Today’s vaccines were forged from science’s successes, but also from its failures. For decades, researchers have struggled to design a workable vaccine for HIV, and many observers considered this field a dead end. But a new paper argues that these repeated failures forced HIV-vaccine researchers to spend a lot of time and money on strange and unproven vaccine techniques—such as synthetic mRNA and the viral-vector technology that powers the Johnson & Johnson vaccine. Nearly 90 percent of COVID-19 vaccines that made it to clinical trials used technology that “could be traced back to prototypes tested in HIV vaccine trials,” Jeffrey E. Harris, the economist at MIT who authored the paper, wrote. He points out that if one HIV vaccine had succeeded, the company behind it would have won big. Instead, all of the competitors in the vaccine field learned from collective failure and contributed to collective wisdom. The many false starts of HIV vaccination sired an explosion of new technologies and helped usher in a possible new golden age of vaccines.
4. The Tree of Progress
We can call our record-breaking vaccine-development process good luck. Or we can call it what it really is: a ringing endorsement for the essential role of science in the world.
“Five years ago, we were in a state of ignorance about mRNA,” Mascola, of the NIH, told me. “And five years from now, we will learn that we are, at this very moment, in another state of ignorance. That’s why mRNA is such a beautiful scientific story. So many researchers, philanthropists, government organizations, and companies took a huge risk on a technology whose initial responses were marginal. And together, they figured out how to make it work.”
As a parable of scientific progress, I sometimes imagine the life cycle of a tree.
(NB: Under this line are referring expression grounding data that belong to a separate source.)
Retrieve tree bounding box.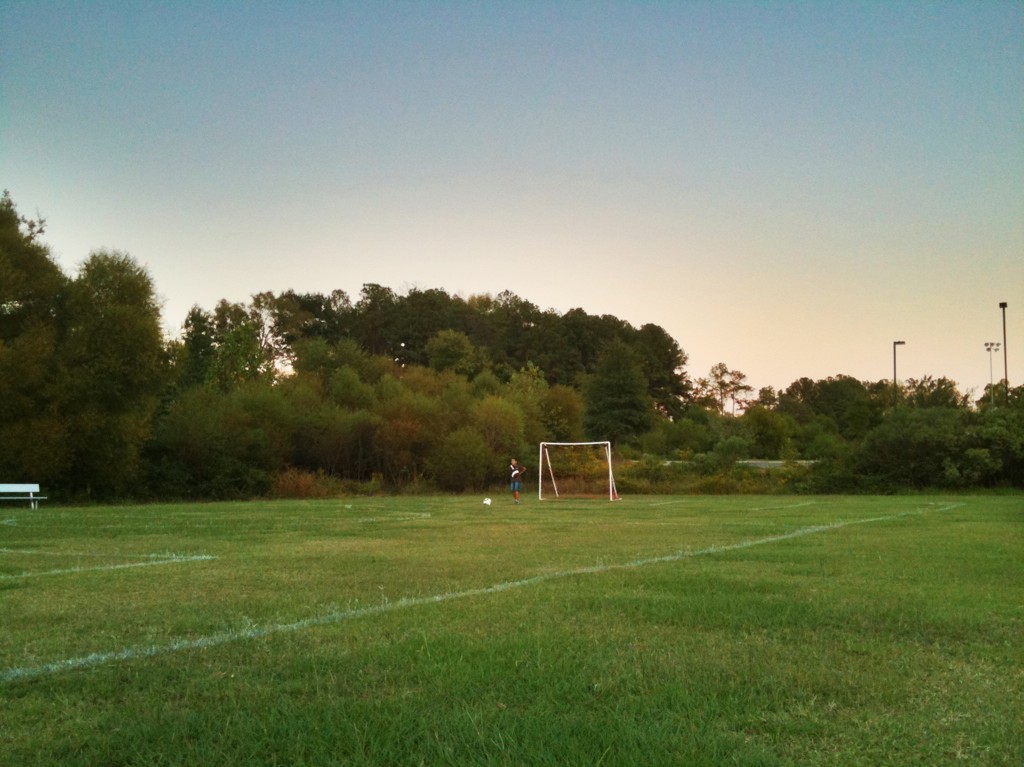
Bounding box: left=555, top=310, right=712, bottom=449.
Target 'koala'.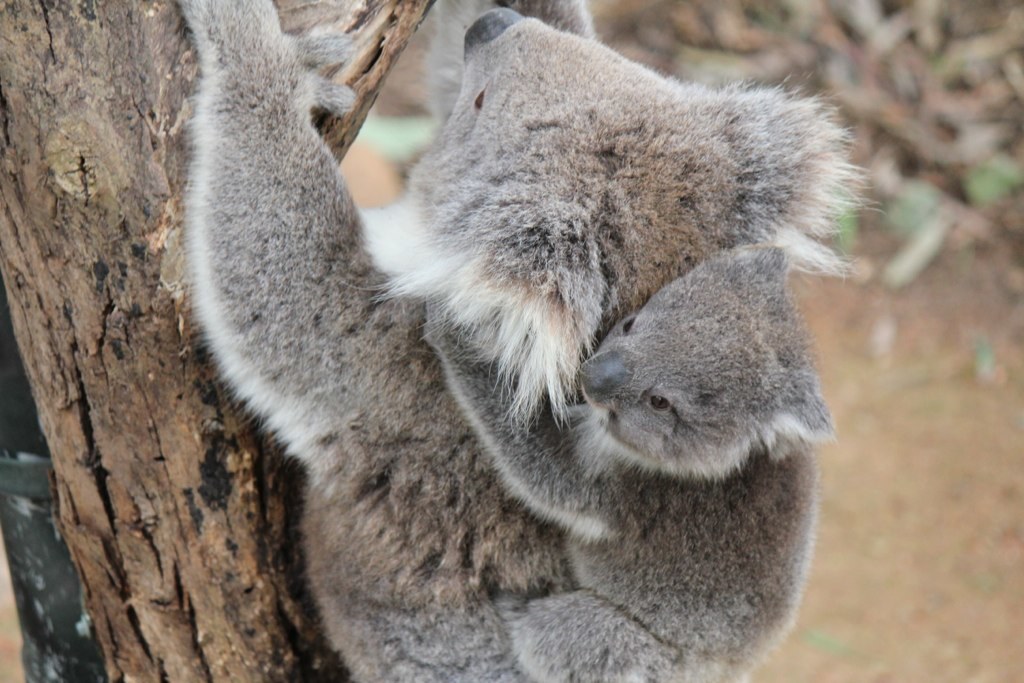
Target region: region(178, 0, 881, 682).
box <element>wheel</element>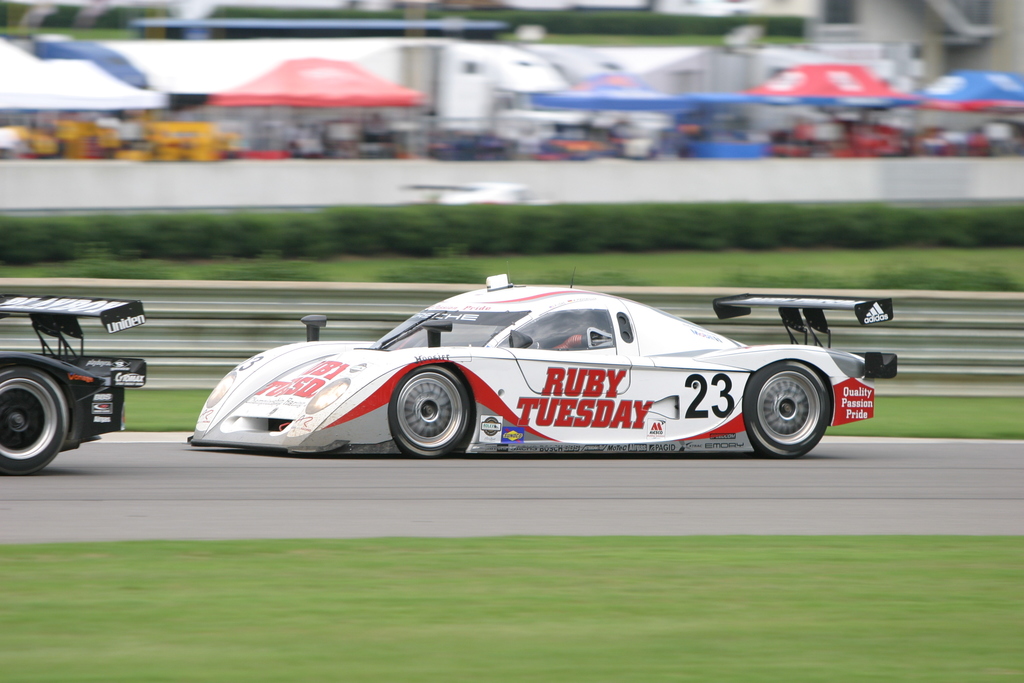
(left=390, top=374, right=474, bottom=459)
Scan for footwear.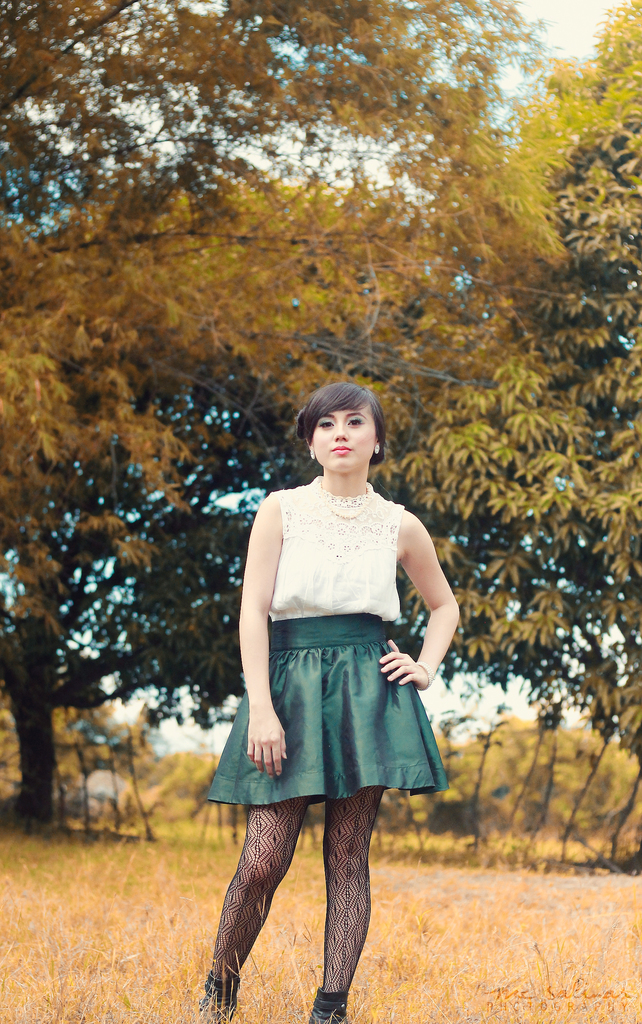
Scan result: left=198, top=975, right=241, bottom=1016.
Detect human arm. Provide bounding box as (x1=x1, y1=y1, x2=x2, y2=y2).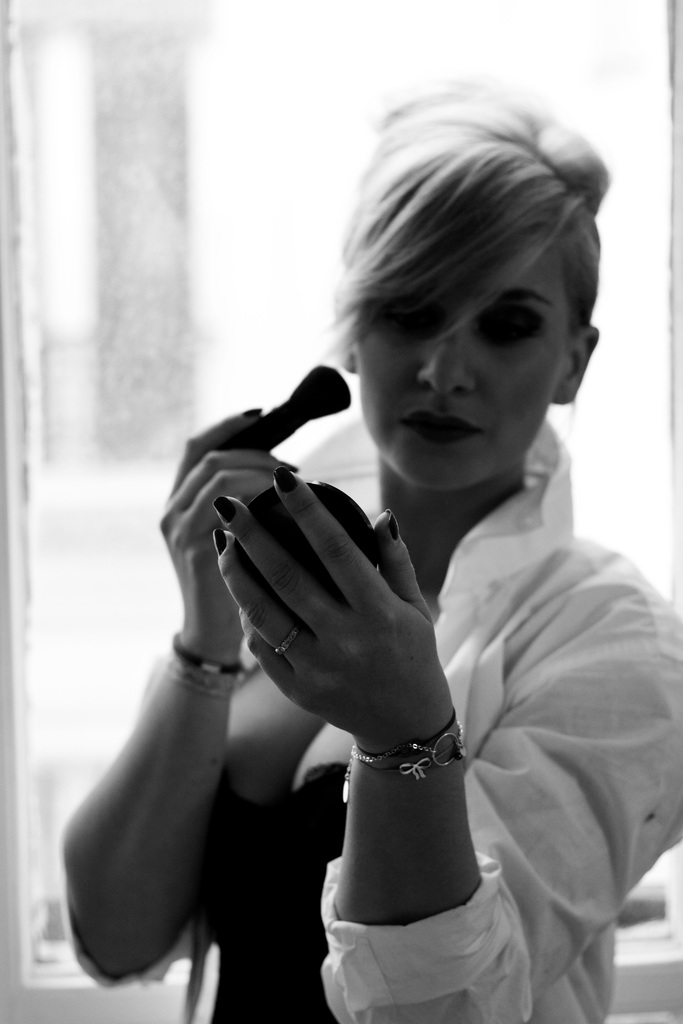
(x1=49, y1=397, x2=298, y2=996).
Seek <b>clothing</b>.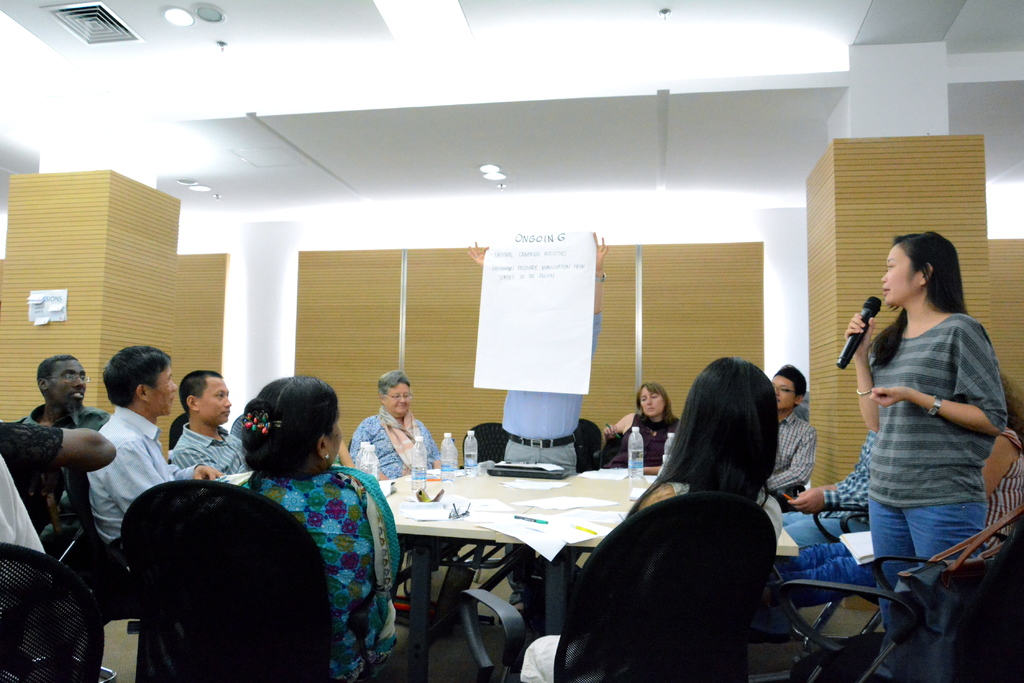
(342,414,447,479).
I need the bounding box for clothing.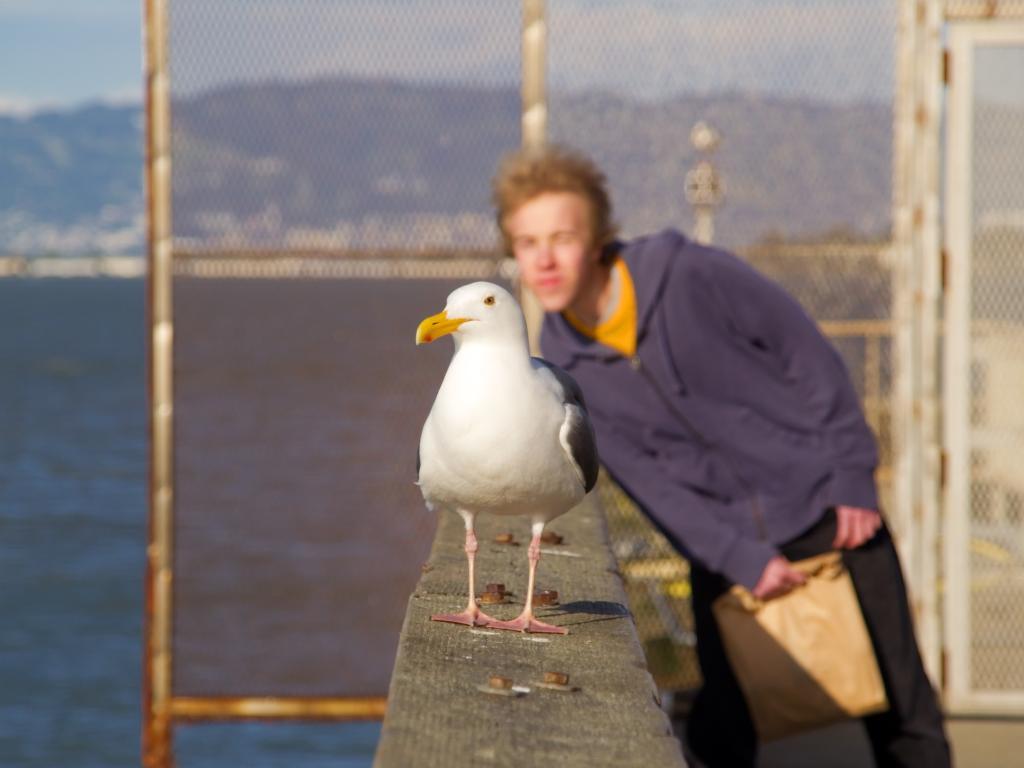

Basic scientific research plants a variety of seeds. Some of these seeds fail entirely; the research goes nowhere. Some seeds become tiny shrubs; the research doesn’t fail entirely, but it produces little of value. And some seeds blossom into towering trees with abundant fruit that scientists, companies, and technologists pluck and turn into the products that change our lives. For years, mRNA technology looked like a shrub. In 2020, it blossomed in full view.
You cannot know in the early stages whether you’re planting a dud or a revolution. Even if it is a revolution, you cannot know what kind. Pfizer jumped into mRNA research for its potential to work against influenza, only to make history fighting a completely different virus. But this uncertainty risk is exactly why countries like the U.S. ought to encourage more basic science and highly novel research.
The triumph of mRNA, from backwater research to breakthrough technology, is not a hero’s journey, but a heroes’ journey. Without Katalin Karikó’s grueling efforts to make mRNA technology work, the world would have no Moderna or BioNTech. Without government funding and philanthropy, both companies might have gone bankrupt before their 2020 vaccines. Without the failures in HIV-vaccine research forcing scientists to trailblaze in strange new fields, we might still be in the dark about how to make the technology work. Without an international team of scientists unlocking the secrets of the coronavirus’s spike protein several years ago, we might not have known enough about this pathogen to design a vaccine to defeat it last year. mRNA technology was born of many seeds.
The Atlantic's COVID-19 coverage is supported by a grant from the Chan Zuckerberg Initiative.